A 60-year-old woman is recovering from a violent encounter with a cougar near Fall City on Saturday.

She suffered injuries to her face, neck, and jaw. She was with a group of mountain bikers when the attack happened.

KIRO 7 talked to a man there who fought off a cougar nearly 30 years ago and survived. 

He said he was alone when he encountered that cougar in 1996. And there is a lot he would like to know about what happened this past weekend.

“They just don’t typically go after groups of people,” said Phil Anderson. “So, I wonder about the details in that. Such a hard animal to actually see in the wild.”
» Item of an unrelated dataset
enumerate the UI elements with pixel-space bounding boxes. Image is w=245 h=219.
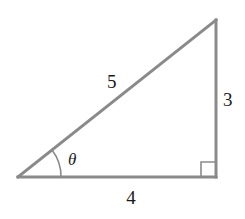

Anderson is one of just eight people in the last century to be attacked in Washington state by a cougar. Two of those attacks were deadly. And memories of his own frighteningly close encounter nearly three decades ago are still fresh.

“I had two bites in the chest and a thumbnail that my hand went into the back of his mouth when I was pulling his head off my chest,” Anderson said. “And he did the gnaw thing and gnawed off my thumbnail. And then when I kicked him off, I got one claw between the webbing in my fingers. And we both went in different directions.”

Saturday afternoon, five people on mountain bikes were on a trail northeast of Fall City. They encountered two cougars. One of them, a 75-pound young male, considered a “kitten” in cougar terms, attacked.  A second cougar ran off.

KIRO 7 talked to a man who owns a cabin a couple of miles from where the attack happened.

“This is their area,” said Paul Ofsthun, who owns a cabin nearby. “This is where they live. It’s their wilderness. And unfortunately, we keep treading on their area.”

Ofsthun said the cyclists were in a very wild area.

“They were 20 miles from here,” Ofsthun said. “You got to be prepared for the wilderness. You don’t go camping and don’t take a tent.”

Anderson said he is more careful now, too. He thinks the cougar who disappeared was likely the young male’s mother.

We asked if he thinks the cougar will be found.

“I don’t think so,” Anderson said. “I mean, just cougars. If she’s mature, you know, seasoned, she’s going to disappear.”

Indeed, the Department of Fish and Wildlife said it searched Saturday afternoon with hounds and could not find the second cougar.

Now as for the young male, he was euthanized. His remains are being sent to the Washington State University lab for a necropsy.

They want to find out its age and whether it had any diseases.